Swedish furniture giant Ikea has withdrawn meatballs from sale in 14 European countries after tests in the Czech Republic found traces of horsemeat in a batch made in Sweden.

Swiss food giant Nestle also said it had found horse DNA in meat from the Spanish supplier, Servocar.

The discovery comes as European agriculture ministers meet for talks expected to focus on the growing horsemeat scandal.

SECOND ARTICLE

Swiss Muslims Eye Umbrella Organisation

18 February 2012

BERN – Swiss Muslim activists are joining hands to create an umbrella body for the Muslim minority, hoping that the new group would help improve understanding of Muslim issues among the authorities and the general population.

“Our goal is to create a legitimate democratic believers’ community that represents all of Switzerland’s Muslims,” Farhad Afshar, president of the Coordination of Islamic Organizations of Switzerland (KIOS), told swissinfo website.

The idea came to light following consultations with the country’s Catholic, Protestant and Jewish groups.

Leading the initiative for the new body, KIOS and the Federation of Islamic Organizations in Switzerland (FIOS) have been working to formalize the “Swiss umma” idea.

Circulating it since 2009, both organizations hope that the new body could be in place by as early as 2013.

The initiators have formed a commission of public law and Islamic legal experts to examine the new body’s future statutes to ensure they respect federal and cantonal legislation.

Organizers believe a new grassroots community would improve understanding of Muslim issues among the authorities and the general population.

“The parliament should agree on social and political questions that concern Muslims so that we can talk with one voice,” FIOS president Hisham Maizar told the Sudostschweiz newspaper.

It would also be an important step towards the formal recognition of Islam as an official religion, in Switzerland, says Afshar.

“Whenever this question is raised the answer is always that you are not democratically organized and your groups do not represent the Swiss Muslim community,” he said.

“With such an organization we can speak on the same level,” he added.

Switzerland is home to an estimated 400,000 Muslims, out of a population of more than 7 million, most of whom are immigrants from Albania and elsewhere in the Balkans.

In 2009, the far-right party led a 57 percent of the voters’ approval on a proposal to ban the construction of mosque minarets nationwide.

The huge propaganda surrounding the voting, however, was regarded as a main cause of tarnishing the image of peaceful Muslims in the European country.

Important Move

The idea of forming an unmbrella Muslim body was proposed earlier this month in a report released by Organization for Security and Cooperation in Europe (OSCE).

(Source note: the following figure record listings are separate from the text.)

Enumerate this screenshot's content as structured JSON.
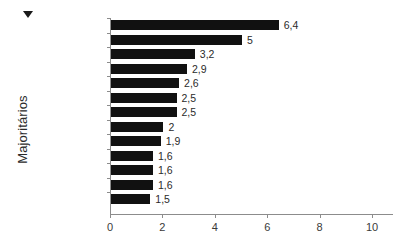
{
  "chart_data": {
    "type": "bar",
    "orientation": "horizontal",
    "title": "",
    "xlabel": "",
    "ylabel": "Majoritários",
    "categories": [
      "Vanuatu",
      "Índia",
      "Canadá",
      "Zâmbia",
      "Reino Unido",
      "França",
      "Austrália",
      "Bahamas",
      "Estados Unidos",
      "Jamaica",
      "Tanzânia",
      "Botsuana",
      "Belize"
    ],
    "values": [
      6.4,
      5,
      3.2,
      2.9,
      2.6,
      2.5,
      2.5,
      2,
      1.9,
      1.6,
      1.6,
      1.6,
      1.5
    ],
    "value_labels": [
      "6,4",
      "5",
      "3,2",
      "2,9",
      "2,6",
      "2,5",
      "2,5",
      "2",
      "1,9",
      "1,6",
      "1,6",
      "1,6",
      "1,5"
    ],
    "xlim": [
      0,
      10
    ],
    "xticks": [
      0,
      2,
      4,
      6,
      8,
      10
    ],
    "xtick_labels": [
      "0",
      "2",
      "4",
      "6",
      "8",
      "10"
    ],
    "grid": false,
    "legend": false,
    "bar_color": "#111111",
    "axis_color": "#8c8c8c",
    "text_color": "#2b2b2b",
    "background_color": "#ffffff"
  },
  "marker": {
    "name": "down-triangle-marker"
  }
}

“Getting organized is always useful, but it needs to be done democratically,” Hafid Ouardiri, general-secretary of the Geneva-based interfaith foundation Entre-Connaissance, told swissinfo.

“I think it’s good to have a common voice as lots of subjects get deformed through communication.”

Religious specialists, however, questioned whether the umbrella body is urgently needed.

“I can understand people’s wish to have a body that can speak with a certain weight with the authorities or in public on behalf of Muslims,” said Andreas Tunger-Zanetti, from the Religion Research Centre at Lucerne University.

“But I’m not sure all Muslims in Switzerland are interested in this initiative.”

Zanetti believes that none of the current Muslim groups in Switzerland represents the 400,000 Swiss Muslims.

“I think the federal authorities would not hinder the creation of such a body, but they would not promote it either,” he said, adding that the organizers were “still a long way off” realizing their dream.